So after following Catlike Coding’s old bezier curve tutorial I’ve been having fun making my own implementation, having each spline point being a separate game object, with the tangent points local to the world center point. So far the results are pretty Gucci:
The last feature I’d like to add in the editor implementation is being able to rotate the central point (rotating the game object itself) and have the two tangent points rotate around with it.

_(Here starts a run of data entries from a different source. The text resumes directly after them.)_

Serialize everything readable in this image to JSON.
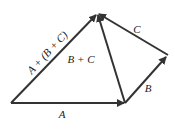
{
  "diagram": {
    "color": "#333333",
    "vectors": [
      {
        "id": "A",
        "label": "A",
        "from": [
          11,
          103
        ],
        "to": [
          124,
          103
        ],
        "label_pos": [
          62,
          118
        ],
        "rotate": 0
      },
      {
        "id": "B",
        "label": "B",
        "from": [
          125,
          103
        ],
        "to": [
          166,
          57
        ],
        "label_pos": [
          148,
          92
        ],
        "rotate": 0
      },
      {
        "id": "C",
        "label": "C",
        "from": [
          168,
          55
        ],
        "to": [
          99,
          14
        ],
        "label_pos": [
          137,
          33
        ],
        "rotate": 0
      },
      {
        "id": "BC",
        "label": "B + C",
        "from": [
          125,
          103
        ],
        "to": [
          98,
          15
        ],
        "label_pos": [
          81,
          63
        ],
        "rotate": 0
      },
      {
        "id": "ABC",
        "label": "A + (B + C)",
        "from": [
          11,
          103
        ],
        "to": [
          96,
          15
        ],
        "label_pos": [
          50,
          55
        ],
        "rotate": -47
      }
    ]
  }
}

However despite lots of googling the best result I can come up seems to rotate the two points around by double the amount I rotate by (the game object is rotated correctly).
So thus far I have:
public void SetCenterPointRotation(Quaternion rotation)
{
Quaternion transition = rotation * Quaternion.Inverse(transform.rotation);
ForwardTanget = transition * ForwardTanget;
BackwardTanget = transition * BackwardTanget;
transform.rotation = rotation;
}
Logic being, based on what I found via searching, I’d find the difference in the rotations - supposedly found by multiplying the final rotation by the inverse of the initial rotation - and rotate the tangents with that by means of the Quaternion * operator.
The above is called by this bit of editor code:
EditorGUI.BeginChangeCheck();
Quaternion rotation = Handles.RotationHandle(HandleRotation, point);
if (EditorGUI.EndChangeCheck() == true)
{
Undo.RecordObject(splineWaypoint, $"Rotated Spline of {splineWaypoint.name}");
Undo.RecordObject(splineTransform, $"Updated Transform of {splineWaypoint.name}");
EditorUtility.SetDirty(splineWaypoint);
splineWaypoint.SetCenterPointRotation(rotation);
}
The proper rotation handle is being hidden by this editor code as well.
I’m hoping there’s something small I’ve missed here, and any direction would be welcome. If the answer is very maths heavy… explain it to me like I’m a child because my mathematical knowledge doesn’t go far beyond the household stuff.